AI: Partial - AI can automate literature reviews, data analysis, and draft writing, but it cannot fully replace researchers' creativity, experimental judgment, fieldwork, and ethical accountability required to conduct and publish original research.
Act as advisers to student organizations.
AI: Partial - AI can advise student organizations by providing templates, policy guidance, and event planning support, but it cannot replace the human mentoring, oversight, and responsibility expected of faculty advisers.
Serve on academic or administrative committees that deal with institutional policies, departmental matters, and academic issues.
AI: Partial - AI can analyze policies, draft committee materials, and simulate outcomes, but committee service requires human judgment, institutional knowledge, and collective decision-making.

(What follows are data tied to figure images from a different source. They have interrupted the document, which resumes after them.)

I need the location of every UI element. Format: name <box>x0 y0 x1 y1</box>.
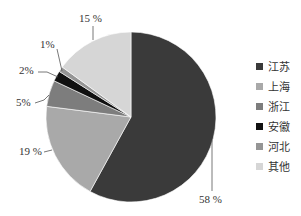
legend-item-anhui: 安徽 <box>256 116 290 136</box>
legend-swatch-icon <box>256 143 263 150</box>
legend-swatch-icon <box>256 123 263 130</box>
pie-slices <box>46 32 216 202</box>
label-anhui: 2% <box>19 64 34 76</box>
legend-swatch-icon <box>256 63 263 70</box>
legend-label: 浙江 <box>268 98 290 114</box>
legend-label: 上海 <box>268 78 290 94</box>
legend-label: 安徽 <box>268 118 290 134</box>
legend-item-shanghai: 上海 <box>256 76 290 96</box>
label-zhejiang: 5% <box>16 96 31 108</box>
legend-item-other: 其他 <box>256 156 290 176</box>
legend: 江苏 上海 浙江 安徽 河北 其他 <box>256 56 290 176</box>
label-hebei: 1% <box>40 38 55 50</box>
legend-label: 其他 <box>268 158 290 174</box>
leader-line-anhui <box>38 72 58 77</box>
legend-label: 河北 <box>268 138 290 154</box>
legend-label: 江苏 <box>268 58 290 74</box>
legend-swatch-icon <box>256 83 263 90</box>
label-other: 15 % <box>79 12 102 24</box>
legend-item-zhejiang: 浙江 <box>256 96 290 116</box>
label-jiangsu: 58 % <box>199 193 222 205</box>
legend-swatch-icon <box>256 103 263 110</box>
leader-line-zhejiang <box>35 95 49 103</box>
legend-item-jiangsu: 江苏 <box>256 56 290 76</box>
leader-line-shanghai <box>44 150 52 152</box>
label-shanghai: 19 % <box>19 145 42 157</box>
legend-item-hebei: 河北 <box>256 136 290 156</box>
leader-line-hebei <box>57 49 62 71</box>
legend-swatch-icon <box>256 163 263 170</box>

Perform administrative duties, such as serving as department head.
AI: Partial - AI can automate many administrative tasks (scheduling, drafting memos, reporting) but cannot fully perform the leadership, personnel decisions, accountability, and political negotiation required of a department head.
Participate in student recruitment, registration, and placement activities.
AI: Partial - AI can automate and personalize outreach, process registrations, and help match students to placements, yet recruitment and placement still rely on human judgment, interviews, and institutional relationships.
Participate in campus and community events.
AI: Partial - AI can help organize, promote, and even participate virtually in events, but meaningful campus and community engagement typically requires in-person presence and relational work that AI cannot fully replicate.
Provide professional consulting services to government or industry.
AI: Partial - AI can generate analyses, policy briefs, and technical recommendations for government or industry, but cannot fully replace human client relationships, on‑the‑ground judgment, liability-bearing consulting roles, and stakeholder negotiations.